The UK government recently announced a strategy to cut migration levels in response to increasing demands for Prime Minister Rishi Sunak to address net migration figures. The Monday plan includes raising the minimum salary needed for skilled overseas workers and prohibiting care workers from bringing dependents to the UK, with the ultimate goal of reducing legal migration by 300,000 people.
The new strategy is a five-point plan which includes increasing the minimum salary needed for skilled overseas workers from £26,200 to £38,700 and stopping care workers from bringing dependents to the UK. The plan also proposes ending companies using the 20 percent salary discount for shortage occupations, increasing the charge for foreign workers to use the NHS and asking the Migration Advisory Committee to review the graduate visa route.
Sunak has been facing escalating demands to cut migration numbers, following a record figure of 745,000 in 2022, as well as defeats for his government’s Rwanda deportation policy. Since the Conservative’s election in 2010, the party has consistently promised to lower net migration figures, and the driving force behind the Brexit “leave” campaign was the concept of “taking back control” of the UK’s borders. Sunak stated that immigration was too high and that he was “taking radical action to bring it down.”

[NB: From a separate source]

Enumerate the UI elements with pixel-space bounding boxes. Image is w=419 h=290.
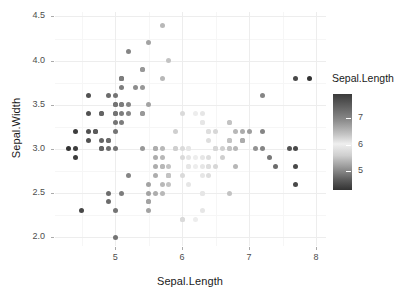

The changes have sparked outrage among unions, migrants rights charities and opposition politicians. Shadow Home Secretary Yvette Cooper characterized the plan as an “admission of years of Tory failure on economy and immigration.” Meanwhile, one of the UK’s largest trade unions, Unison, stated that the “Home Secretary’s announcement of new immigration plans will sacrifice migrant care workers and risk a total collapse of the UK’s care system, just to appease Tory backbenchers.”